Studies of chemicals suspected of being endocrine disrupters raise complex issues, Birnbaum explains.

"When you're dealing with hormonal activity, context is everything and interaction is everything. A given hormone in a given tissue at a given developmental stage may cause one thing to happen. The same hormone in another tissue or another development stage may cause exactly the opposite kind of thing to happen," Birnbaum says.

Scientific understanding of how the endocrine system works continues to evolve, she points out. "Twenty years ago, we knew that estrogen worked through a receptor. But now we know there isn't one estrogen receptor, there are multiple estrogen receptors," Birnbaum says. Plus, there are interactions. "We know that the estrogen receptor, for example, doesn't act in isolation but interacts with other hormones and receptors," she explains.

Then there's the issue of hormonal variations among individuals, Birnbaum adds. For instance, if a given exposure to an endocrine-disrupting chemical decreases a man's testosterone by 10%, plenty of men would experience no effects, and their levels of this hormone would remain in the normal range. But this would not be the case for men who, before exposure, have testosterone levels on the lower end of the normal range.

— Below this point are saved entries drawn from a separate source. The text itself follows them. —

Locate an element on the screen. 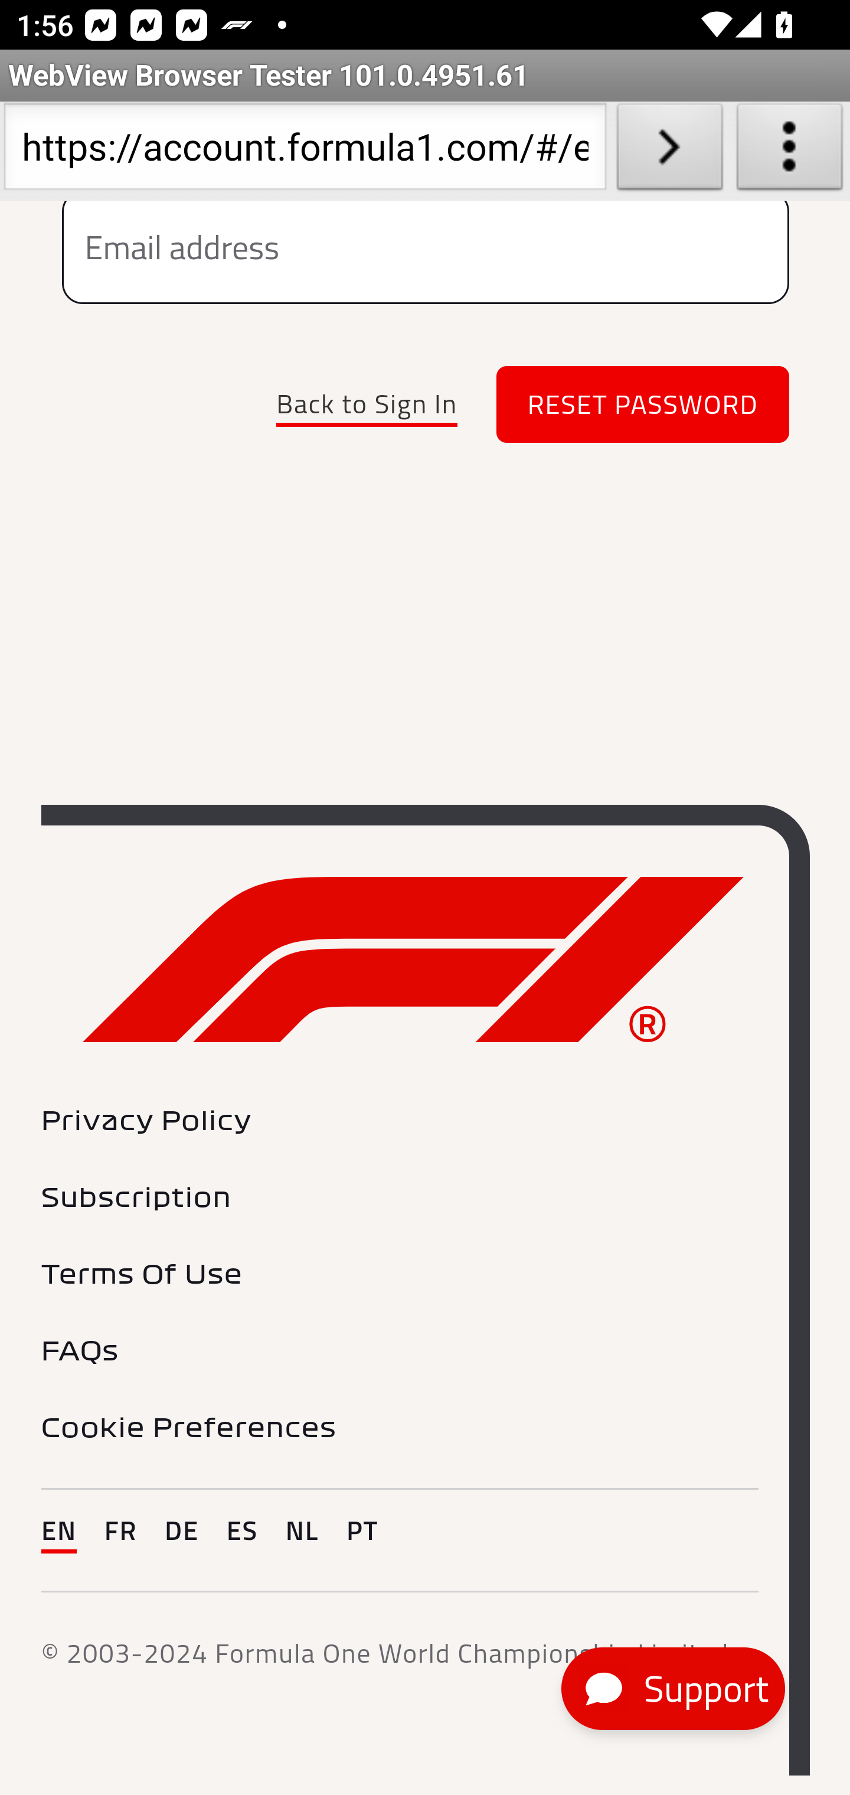 The height and width of the screenshot is (1795, 850). FAQs is located at coordinates (80, 1351).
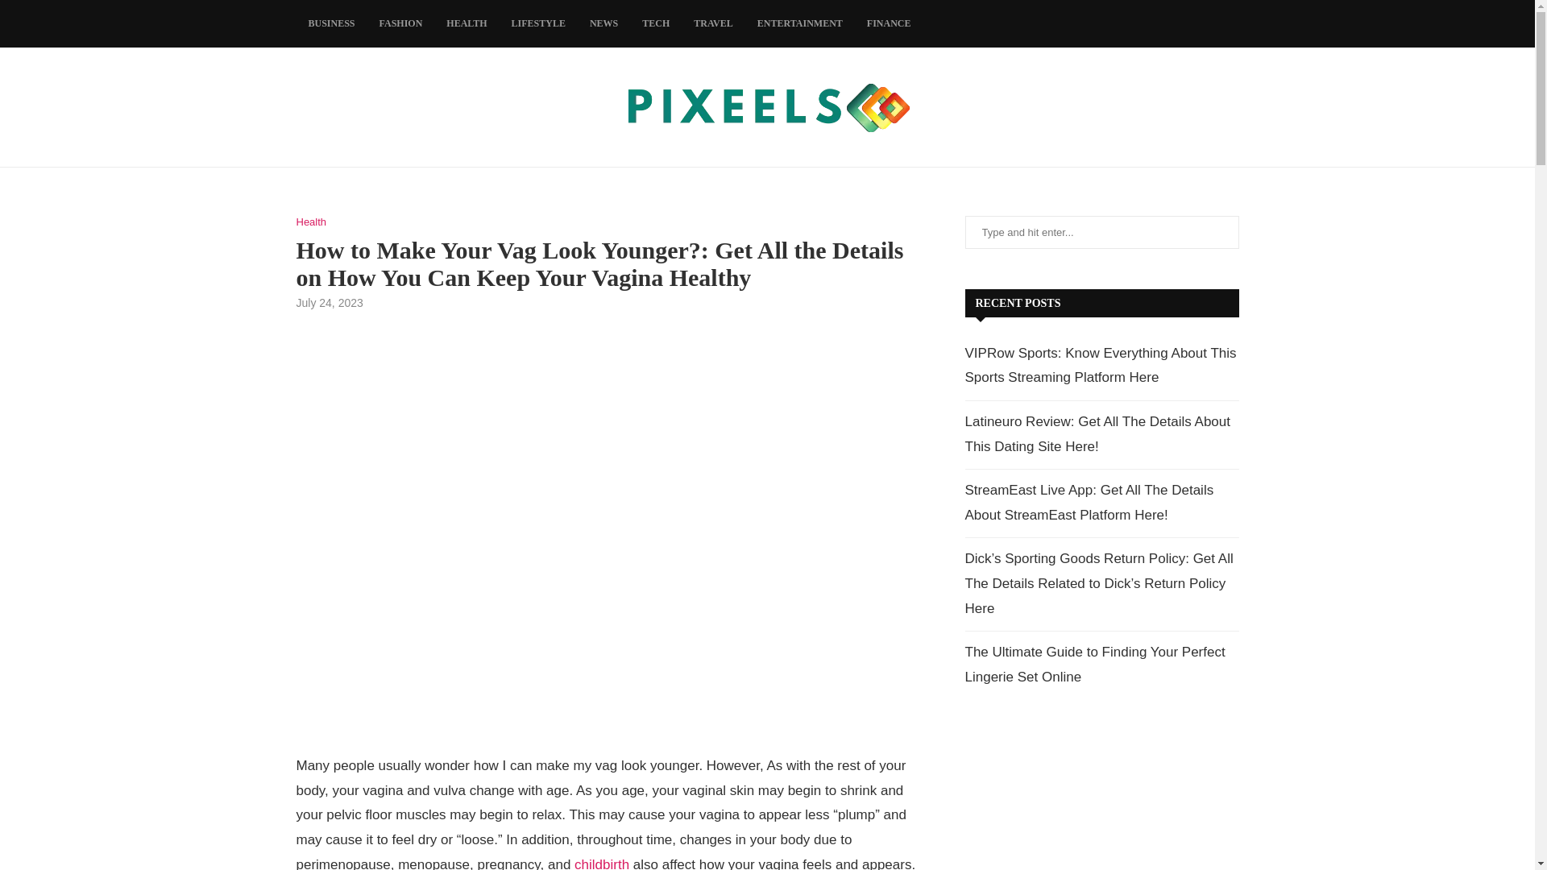 This screenshot has width=1547, height=870. What do you see at coordinates (332, 24) in the screenshot?
I see `BUSINESS` at bounding box center [332, 24].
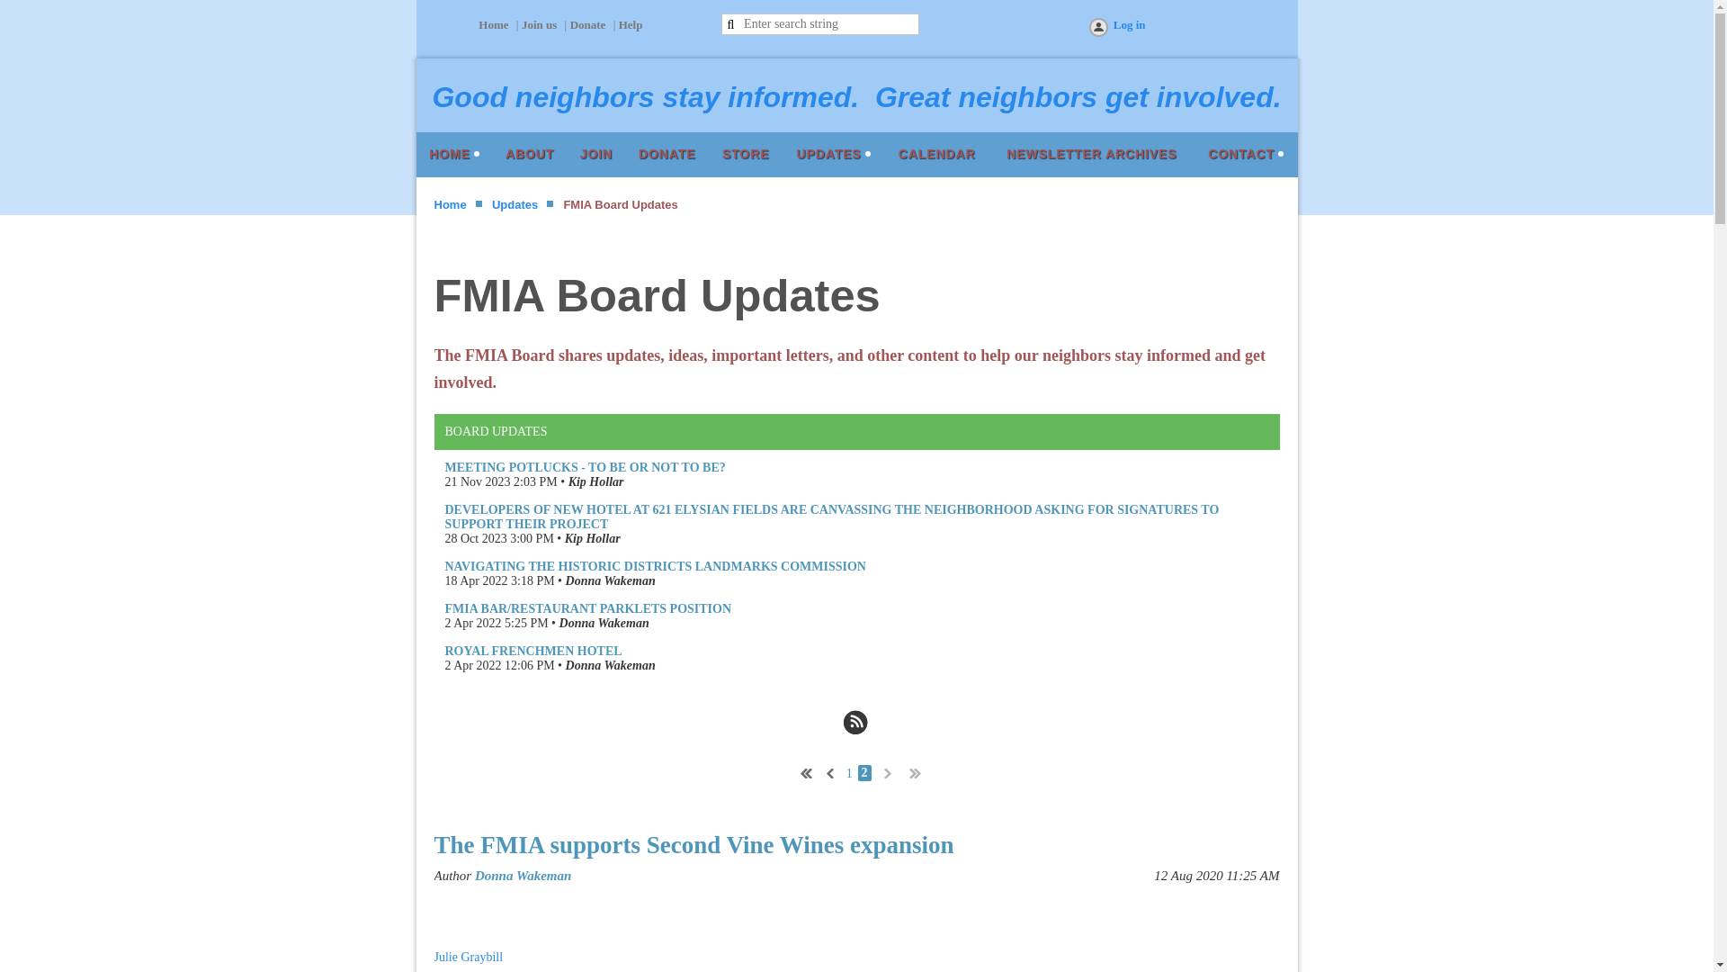 The height and width of the screenshot is (972, 1727). I want to click on Log in, so click(1116, 29).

Such complexities feed into public health policy and science policy debates, such as the one over bisphenol A (BPA). This chemical, which is used in polycarbonate bottles and epoxy-based food can liners, is an estrogen mimic. FDA is in the midst of a debate over whether it should allow continued use of BPA in food and beverage containers (C&EN, Nov. 17, 2008, page 42). In September 2008, the National Toxicology Program deemed BPA of "some concern" for developmental and behavioral effects in fetuses, infants, and children (C&EN, Sept. 8, 2008, page 28).

"There is not enough around to make a difference at the current levels you see in the human population," Birnbaum says of BPA. Yet BPA is one of more than two dozen chemicals people are exposed to that act as weak estrogen mimics, she continues. "They're all weak, but if you even just use a simple dose addition method, all of a sudden the total estrogenic activity is not insignificant," she adds.

Birnbaum points out that the endocrine system goes beyond the heavily studied estrogens, androgens, and thyroid hormones. "There are many other endocrine systems in our body that we need to consider," she says.

"We have a tendency in science to become experts about something very narrow. We're so focused on minutiae that we miss the big picture," she says. "Our bodies and our integrated systems are not simple. There are all the interactions between the parts."

This sort of understanding about parts integrating into a whole offers insight into how Birnbaum is approaching her post at NIEHS.

"The mission of NIEHS is to reduce and prevent environmental impact on disease," Birnbaum says. "It's not only the disease of the individual." Effects may be subclinical or difficult to detect in a given person, but they may affect the overall health of the population, she explains.

"If we can understand how a certain environmental chemical or environmental stressor causes a disease process," she says, researchers can work to stop progression of health problems, as well as prevent them.